Music score

Background

Decreation resulted from artist and writer Lily Hibberd approaching Philip to provide music for "a very weird sound installation involving a counter-tenor, a Schoenberg score, and something akin to Goblin's Suspiria soundtrack as a backdrop to a 13-channel voiceover installation". The basic music tracks were recorded but the project never saw fruition due to lack of funding.

Credits

Text & direction - Lily Hibberd
Music - Philip Brophy
Vocalist - Dean Sky-Lucas

2009

Developed - project terminated

Overview

In Lily's words: "In 1912 Schoenberg premiered Pierrot Lunaire, a composition that set Albert Giraud’s poem of the same name to an atonal score. The text is delivered as Sprechstimme, or spoken word, a style that emphasised the male narrator’s voice (usually a soprano), and dramatised the relationship between voice and instrumentation in a combination that Schoenberg called ‘melodrama’. Pierrot Lunaire, or ‘Moonstruck Pierrot’, is a work of many contradictions; contrasting classical music form with a cabaret style, and progressive rock is arguably a contemporary incarnation of this blending of forms.
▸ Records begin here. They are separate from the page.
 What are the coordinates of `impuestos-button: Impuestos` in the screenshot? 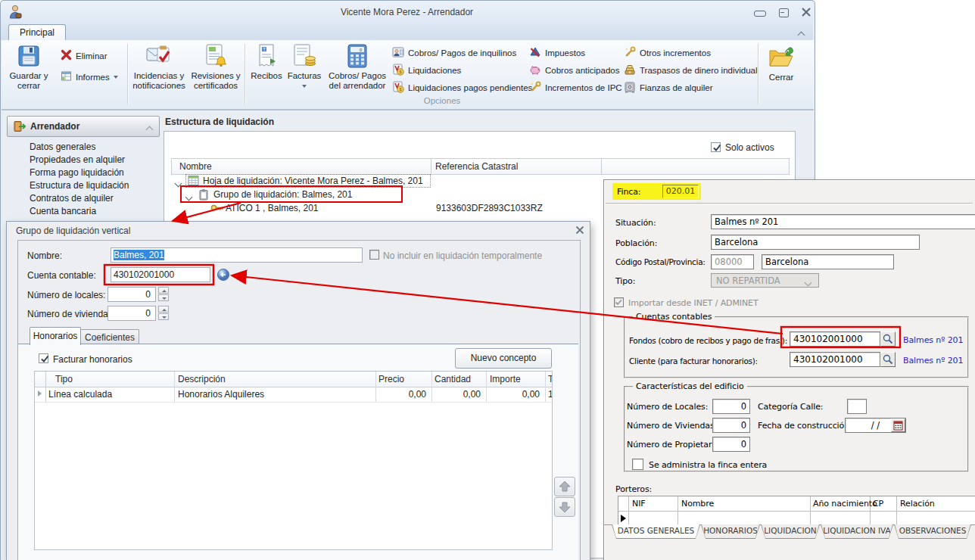 It's located at (557, 53).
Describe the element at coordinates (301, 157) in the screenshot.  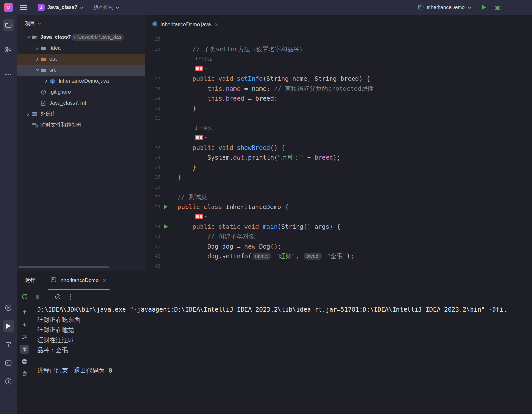
I see `code-token: "` at that location.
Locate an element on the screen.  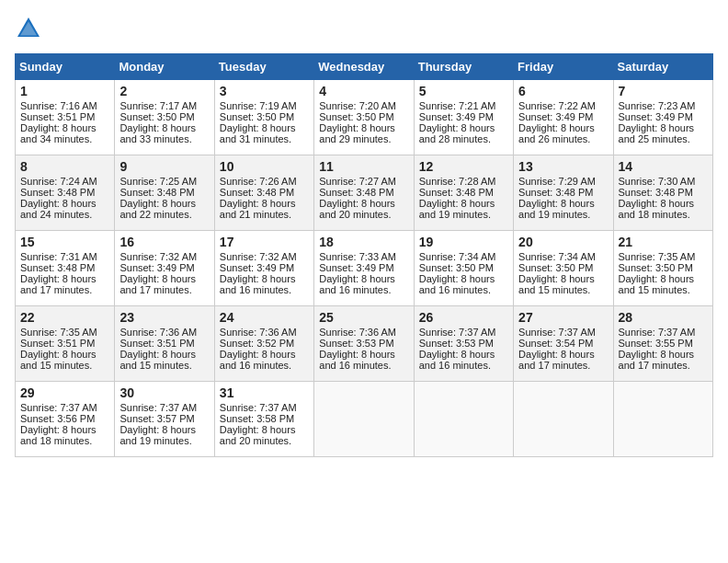
sunrise-text: Sunrise: 7:20 AM is located at coordinates (358, 106).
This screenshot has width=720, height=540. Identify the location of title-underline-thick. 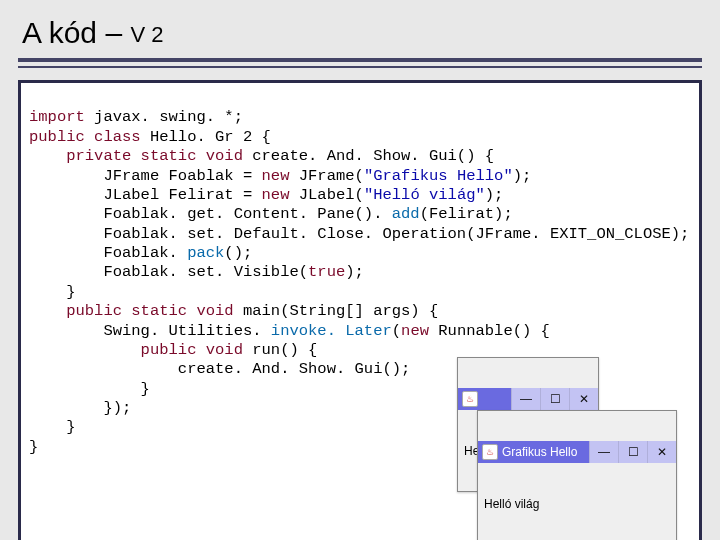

Decreation melds corresponding elements of disphonic, atonal and classical structural design in its melange of Pierrot Lunaire’s vocal score with a prog rock composition especially created for the project.

The thematic tendency of both these musical styles is toward the mythical and the cosmic, and these universal concerns underpin Decreation too. The title of this work is drawn from the practical philosophy of French theologian Simone Weil. In Gravity and Grace Weil used the term ‘decreation’ to describe a kind of liberation through a form of undoing, saying ‘We participate in the creation of the world by decreating ourselves’. These themes pervade the music and lyrics of Decreation." .

Technical

The initial work developed for Decreation entailed first recording Dean singing a passage Lily had selected and edited from Weil's text. These words were sung to Schoenberg's Sprechstimme score from Pierrot Lunaire. This idea of Lily's was central to the concept and method of fusing the two texts. Following this session, a new atonal composition was cpmposed to match the pitch and phrasing of Dean's vocals. One version of this resulting track was performed on piano; a second version was recorded with bass and keyboards. Finally, a series of digital abstractions of Dean's solo singing were constructed, each providing a granular vocality that evoked a human singing as well as non-human utterances and glossolalia.